It’s the Python if __name__ == __main__ trash that was the worst. You’ll never understand it and it doesn’t fit in the language.






Python seems to have started with 'why do those other languages have all this trash' and then spent the time since then learning why and coming up with worse versions.

I use python a lot these days, and like it, but it's pretty funny seeing stuff like the above and type hints.

I hate not knowing what types a function takes and returns.


> Python seems to have started with 'why do those other languages have all this trash' and then spent the time since then learning why and coming up with worse versions.

This seems true to me too. Examples:

* if __name__ == "__main__": main()

* Private members being marked by convention with leading underscore (e.g. def _foo()) instead of being a language feature

* @staticmethod as a decorator instead of being a language feature

* Duck typing vs. abstract base classes

* Static type hints got retrofitted to the language gradually, one feature at a time

* Reference-counted garbage collection seems to be more deterministic than tracing garbage collection and ensures that unreachable resources have their finalizers run as soon as possible... except it's not true

* Having a GIL instead of being truly multi-threaded from day one

* Various OOP concepts that are much better explained in Java than Python: __eq__(), __hash__(), monitor wait() and notify(), object finalizers, thread safety, weak references

* Distinction between str and bytes. This is the biggest change from Python 2 to 3 and caused a lot of incompatibilities. Java separated String and byte[] from the start (though the use of UTF-16 is unfortunate).


The whole switch/pattern matching thing is a true abomination borne from: Well, things in statement position can't be expressions (or however Pythonistas might phrase it), so clearly switch/pattern matching must be a statement... It's such an own goal and undermines the main point of pattern matching.

(I do realize that there was opposition on this, but that the Clearly Wrong side won out is baffling.)


Same principle behind Python's crippled lambdas.

Yeah, it's a shame for Python. I am extremely impressed that Java 14's switch expression ( https://openjdk.org/jeps/361 ) is a generalization of the switch statement (since Java 1.0); it's like they took a page from Rust's language design. I have found the switch expression to be quite useful in my work.

Probably from ML/Haskell, but yes :)

Your quibbles show either a) a fundamental misunderstanding of Python or b) are just flat out incorrect.

> * * if __name__ == "__main__": main()

So, don't use it. Python is frequently run as a scripting language (something Java is fundamentally bad at) and this stems from that. All it does is box logic off when a file is being run directly vs imported. It's a user convention and not a language one....ignore it if you hate it so.

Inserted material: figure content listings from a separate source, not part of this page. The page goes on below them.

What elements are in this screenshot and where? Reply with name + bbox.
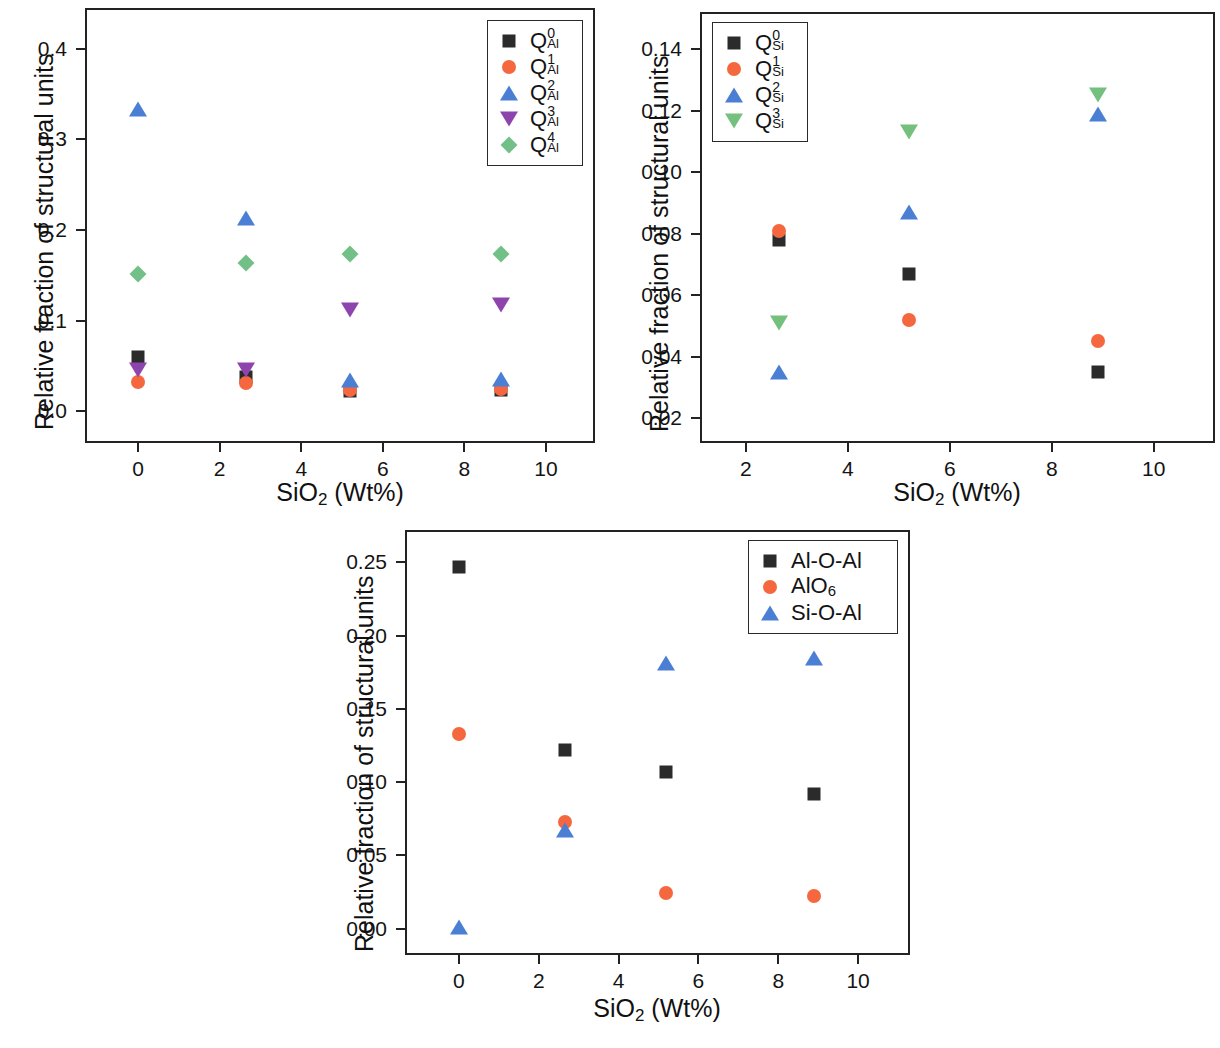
legend-item[interactable]: Q1Al <box>496 54 572 80</box>
x-axis-tick-label: 2 <box>533 969 545 993</box>
legend-marker-icon <box>757 577 783 597</box>
y-axis-tick <box>691 110 700 112</box>
x-axis-tick-label: 6 <box>693 969 705 993</box>
data-point <box>805 650 823 665</box>
legend-label-subscript: 6 <box>828 582 836 599</box>
legend-item[interactable]: Q0Si <box>721 30 797 56</box>
y-axis-tick <box>691 417 700 419</box>
legend-label-subscript: Si <box>772 39 784 52</box>
legend-marker-icon <box>721 111 747 131</box>
legend-item[interactable]: Q2Al <box>496 80 572 106</box>
x-axis-tick-label: 8 <box>772 969 784 993</box>
data-point <box>131 375 145 389</box>
x-axis-tick <box>219 443 221 452</box>
legend-label-subscript: Si <box>772 65 784 78</box>
x-axis-title-main: SiO <box>276 478 318 506</box>
chart-legend: Q0AlQ1AlQ2AlQ3AlQ4Al <box>487 20 583 166</box>
y-axis-tick <box>691 48 700 50</box>
legend-item-label: Q4Al <box>530 134 569 156</box>
x-axis-title-main: SiO <box>893 478 935 506</box>
x-axis-tick <box>697 955 699 964</box>
legend-label-base: Q <box>755 30 772 55</box>
data-point <box>558 743 571 756</box>
x-axis-tick <box>300 443 302 452</box>
x-axis-tick-label: 0 <box>132 457 144 481</box>
legend-marker-icon <box>496 109 522 129</box>
data-point <box>341 373 359 388</box>
legend-label-base: Q <box>755 56 772 81</box>
legend-marker-icon <box>757 551 783 571</box>
x-axis-tick <box>618 955 620 964</box>
x-axis-tick <box>847 443 849 452</box>
x-axis-title-tail: (Wt%) <box>327 478 403 506</box>
chart-legend: Al-O-AlAlO6Si-O-Al <box>748 540 898 634</box>
data-point <box>1089 106 1107 121</box>
legend-label-base: Q <box>530 106 547 131</box>
legend-item[interactable]: Q3Al <box>496 106 572 132</box>
x-axis-title: SiO2 (Wt%) <box>893 478 1021 510</box>
x-axis-tick <box>857 955 859 964</box>
legend-item-label: Q3Al <box>530 108 569 130</box>
y-axis-tick <box>396 635 405 637</box>
data-point <box>129 101 147 116</box>
data-point <box>902 313 916 327</box>
data-point <box>492 298 510 313</box>
legend-label-subscript: Si <box>772 91 784 104</box>
x-axis-title-tail: (Wt%) <box>644 994 720 1022</box>
legend-marker-icon <box>496 57 522 77</box>
y-axis-tick <box>76 320 85 322</box>
x-axis-tick-label: 2 <box>214 457 226 481</box>
data-point <box>772 224 786 238</box>
x-axis-tick <box>137 443 139 452</box>
data-point <box>452 560 465 573</box>
legend-item[interactable]: Q2Si <box>721 82 797 108</box>
legend-marker-icon <box>496 83 522 103</box>
legend-item[interactable]: AlO6 <box>757 574 887 600</box>
x-axis-title: SiO2 (Wt%) <box>593 994 721 1026</box>
y-axis-tick <box>691 233 700 235</box>
x-axis-tick <box>1153 443 1155 452</box>
x-axis-tick <box>1051 443 1053 452</box>
x-axis-tick <box>458 955 460 964</box>
x-axis-title-main: SiO <box>593 994 635 1022</box>
x-axis-tick <box>463 443 465 452</box>
legend-label-base: Q <box>755 82 772 107</box>
legend-label-base: Si-O-Al <box>791 600 862 625</box>
chart-legend: Q0SiQ1SiQ2SiQ3Si <box>712 22 808 142</box>
data-point <box>659 886 673 900</box>
legend-label-subscript: Al <box>547 115 559 128</box>
legend-item[interactable]: Q0Al <box>496 28 572 54</box>
y-axis-tick <box>691 294 700 296</box>
x-axis-tick <box>382 443 384 452</box>
legend-item[interactable]: Si-O-Al <box>757 600 887 626</box>
legend-label-base: Q <box>530 28 547 53</box>
y-axis-tick <box>396 781 405 783</box>
legend-item[interactable]: Q3Si <box>721 108 797 134</box>
y-axis-tick <box>76 138 85 140</box>
x-axis-tick <box>949 443 951 452</box>
legend-label-base: AlO <box>791 573 828 598</box>
x-axis-title-tail: (Wt%) <box>944 478 1020 506</box>
y-axis-tick <box>76 48 85 50</box>
legend-item[interactable]: Al-O-Al <box>757 548 887 574</box>
data-point <box>237 211 255 226</box>
x-axis-tick-label: 0 <box>453 969 465 993</box>
y-axis-tick <box>691 171 700 173</box>
legend-item-label: Q2Al <box>530 82 569 104</box>
x-axis-tick <box>545 443 547 452</box>
legend-marker-icon <box>496 31 522 51</box>
data-point <box>129 362 147 377</box>
data-point <box>657 656 675 671</box>
legend-item[interactable]: Q4Al <box>496 132 572 158</box>
legend-label-subscript: Al <box>547 63 559 76</box>
legend-item[interactable]: Q1Si <box>721 56 797 82</box>
x-axis-title-subscript: 2 <box>635 1006 644 1025</box>
x-axis-tick-label: 4 <box>613 969 625 993</box>
y-axis-title: Relative fraction of structural units <box>30 53 59 430</box>
legend-item-label: Si-O-Al <box>791 602 862 624</box>
legend-marker-icon <box>721 85 747 105</box>
x-axis-tick <box>745 443 747 452</box>
legend-item-label: Q3Si <box>755 110 794 132</box>
data-point <box>903 267 916 280</box>
x-axis-tick-label: 4 <box>842 457 854 481</box>
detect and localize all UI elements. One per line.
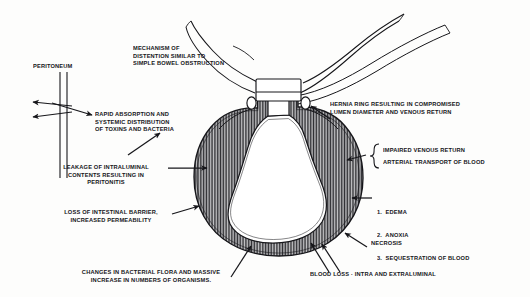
arrow-necrosis xyxy=(345,233,367,247)
label-sequelae-list: 1. EDEMA 2. ANOXIA 3. SEQUESTRATION OF B… xyxy=(377,193,469,277)
label-impaired-venous-return: IMPAIRED VENOUS RETURN xyxy=(383,146,465,154)
arrow-loss-barrier xyxy=(172,206,199,214)
venous-arterial-bracket xyxy=(370,144,379,168)
label-arterial-transport: ARTERIAL TRANSPORT OF BLOOD xyxy=(383,158,485,166)
arrow-blood-loss-b xyxy=(322,244,340,272)
arrow-leakage-to-peritoneum xyxy=(128,133,160,155)
label-mechanism-of-distention: MECHANISM OF DISTENTION SIMILAR TO SIMPL… xyxy=(133,44,224,67)
label-rapid-absorption: RAPID ABSORPTION AND SYSTEMIC DISTRIBUTI… xyxy=(95,110,174,133)
label-necrosis: NECROSIS xyxy=(371,239,402,247)
sequelae-item-2: 2. ANOXIA xyxy=(377,231,469,239)
label-leakage-peritonitis: LEAKAGE OF INTRALUMINAL CONTENTS RESULTI… xyxy=(46,163,166,186)
diagram-canvas: PERITONEUM MECHANISM OF DISTENTION SIMIL… xyxy=(0,0,530,297)
label-loss-intestinal-barrier: LOSS OF INTESTINAL BARRIER, INCREASED PE… xyxy=(52,208,170,223)
arrow-toxin-out-lower xyxy=(33,112,72,117)
mechanism-leader xyxy=(233,46,254,60)
label-peritoneum: PERITONEUM xyxy=(33,62,73,70)
bowel-limb-overlap xyxy=(296,25,450,104)
label-blood-loss: BLOOD LOSS · INTRA AND EXTRALUMINAL xyxy=(310,270,436,278)
sequelae-item-1: 1. EDEMA xyxy=(377,208,469,216)
sequelae-item-3: 3. SEQUESTRATION OF BLOOD xyxy=(377,254,469,262)
label-hernia-ring: HERNIA RING RESULTING IN COMPROMISED LUM… xyxy=(330,100,460,115)
arrow-bacterial-flora xyxy=(231,246,251,277)
label-bacterial-flora: CHANGES IN BACTERIAL FLORA AND MASSIVE I… xyxy=(72,268,230,283)
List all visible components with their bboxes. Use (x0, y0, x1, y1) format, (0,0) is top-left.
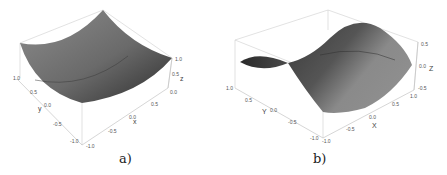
panel-a-caption: a) (119, 151, 132, 166)
b-x-label: X (372, 122, 377, 129)
panel-b-caption: b) (313, 151, 326, 166)
saddle-surface (288, 23, 412, 113)
a-z-tick-1: 0.5 (172, 71, 179, 77)
a-x-tick-0: -1.0 (86, 143, 95, 149)
a-z-tick-0: 1.0 (175, 56, 182, 62)
b-x-tick-1: -0.5 (346, 126, 355, 132)
b-x-tick-2: 0.0 (369, 114, 376, 120)
b-x-tick-4: 1.0 (410, 93, 417, 99)
b-y-tick-2: 0.0 (270, 107, 277, 113)
a-z-label: z (180, 75, 184, 82)
b-z-tick-2: -0.5 (418, 85, 427, 91)
b-y-tick-0: 1.0 (226, 85, 233, 91)
b-y-tick-1: 0.5 (245, 97, 252, 103)
a-y-tick-4: -1.0 (70, 138, 79, 144)
a-x-tick-3: 0.5 (151, 101, 158, 107)
b-z-tick-0: 0.5 (421, 41, 428, 47)
b-y-tick-3: -0.5 (288, 119, 297, 125)
a-x-tick-1: -0.5 (108, 128, 117, 134)
b-y-tick-4: -1.0 (310, 135, 319, 141)
panel-b-plot: 1.0 0.5 0.0 -0.5 -1.0 Y -1.0 -0.5 0.0 0.… (226, 10, 434, 144)
a-y-tick-2: 0.0 (44, 102, 51, 108)
figure-canvas: 1.0 0.5 0.0 -0.5 -1.0 y -1.0 -0.5 0.0 0.… (0, 0, 447, 175)
a-y-tick-0: 1.0 (13, 75, 20, 81)
b-x-tick-0: -1.0 (322, 138, 331, 144)
b-y-label: Y (262, 108, 267, 115)
a-z-tick-2: 0.0 (170, 89, 177, 95)
paraboloid-surface (20, 10, 172, 103)
panel-a-plot: 1.0 0.5 0.0 -0.5 -1.0 y -1.0 -0.5 0.0 0.… (13, 10, 184, 149)
a-x-label: x (133, 118, 137, 125)
b-x-tick-3: 0.5 (392, 101, 399, 107)
a-y-tick-1: 0.5 (30, 89, 37, 95)
a-y-label: y (38, 105, 42, 113)
b-z-tick-1: 0.0 (419, 63, 426, 69)
a-y-tick-3: -0.5 (53, 121, 62, 127)
b-z-label: Z (429, 65, 434, 72)
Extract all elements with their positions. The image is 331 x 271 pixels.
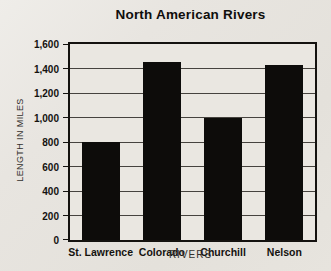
bar-st-lawrence [82, 142, 120, 240]
y-axis-tick-200 [63, 215, 68, 216]
y-axis-tick-1000 [63, 117, 68, 118]
bar-nelson [265, 65, 303, 240]
scanned-chart-page: North American Rivers LENGTH IN MILES 02… [0, 0, 331, 271]
bar-churchill [204, 118, 242, 241]
y-axis-tick-1200 [63, 93, 68, 94]
y-axis-tick-1600 [63, 44, 68, 45]
bar-colorado [143, 62, 181, 240]
y-tick-label-1000: 1,000 [34, 112, 59, 123]
y-axis-tick-800 [63, 142, 68, 143]
x-axis-title: RIVERS [68, 249, 313, 260]
y-axis-tick-1400 [63, 68, 68, 69]
y-tick-label-0: 0 [53, 235, 59, 246]
y-axis-title: LENGTH IN MILES [15, 98, 25, 182]
y-tick-label-200: 200 [42, 210, 59, 221]
y-axis-tick-600 [63, 166, 68, 167]
plot-area: 02004006008001,0001,2001,4001,600St. Law… [68, 42, 317, 242]
y-tick-label-400: 400 [42, 186, 59, 197]
y-axis-tick-0 [63, 239, 68, 240]
y-tick-label-1400: 1,400 [34, 63, 59, 74]
y-tick-label-800: 800 [42, 137, 59, 148]
y-tick-label-600: 600 [42, 161, 59, 172]
y-tick-label-1200: 1,200 [34, 88, 59, 99]
chart-title: North American Rivers [68, 7, 313, 22]
y-tick-label-1600: 1,600 [34, 39, 59, 50]
y-axis-tick-400 [63, 191, 68, 192]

> * Private members being marked by convention with leading underscore (e.g. def _foo()) instead of being a language feature

This is all very well explained in the PEP. The quick run down, Python doesn't do anything to hide logic from users. Contracts are just conventions and python treats it that way; so the developer can say "you shouldn't use this directly, here's a notation to let you know", but nothing will stop a developer from doing what they want. In Java they'll just write a wrapper class, inherit the base class, and expose that logic. Or worse, fork the library just to edit the class' functionality in some minor way. In Python they'll just call it directly.

> * @staticmethod as a decorator instead of being a language feature

@staticmethod is a built-in, it is a language feature. It just doesn't follow your preferred syntax.

> * Duck typing vs. abstract base classes

You can do both in Python:

https://docs.python.org/3/library/abc.html

The concepts aren't mutually exclusive or even directly related. Java just happens to be bad at one of them, due to it's weirdly non-effective (for a VM'd language, at least) reflection system; so you think it's bad.

> * Static type hints

You're complaining about reflective programming and then complaining about a feature that essentially exists because you can't reflect. It's circular.

> * Reference-counted garbage collection seems to be more deterministic than tracing garbage collection and ensures that unreachable resources have their finalizers run as soon as possible... except it's not true.

GC arguments have run for decades and everyone has their opinions.

> * Having a GIL instead of being truly multi-threaded from day one

Python was created in 1989. Java was created in 1996. Can you guess what major change in computer history was happening around the latter's time?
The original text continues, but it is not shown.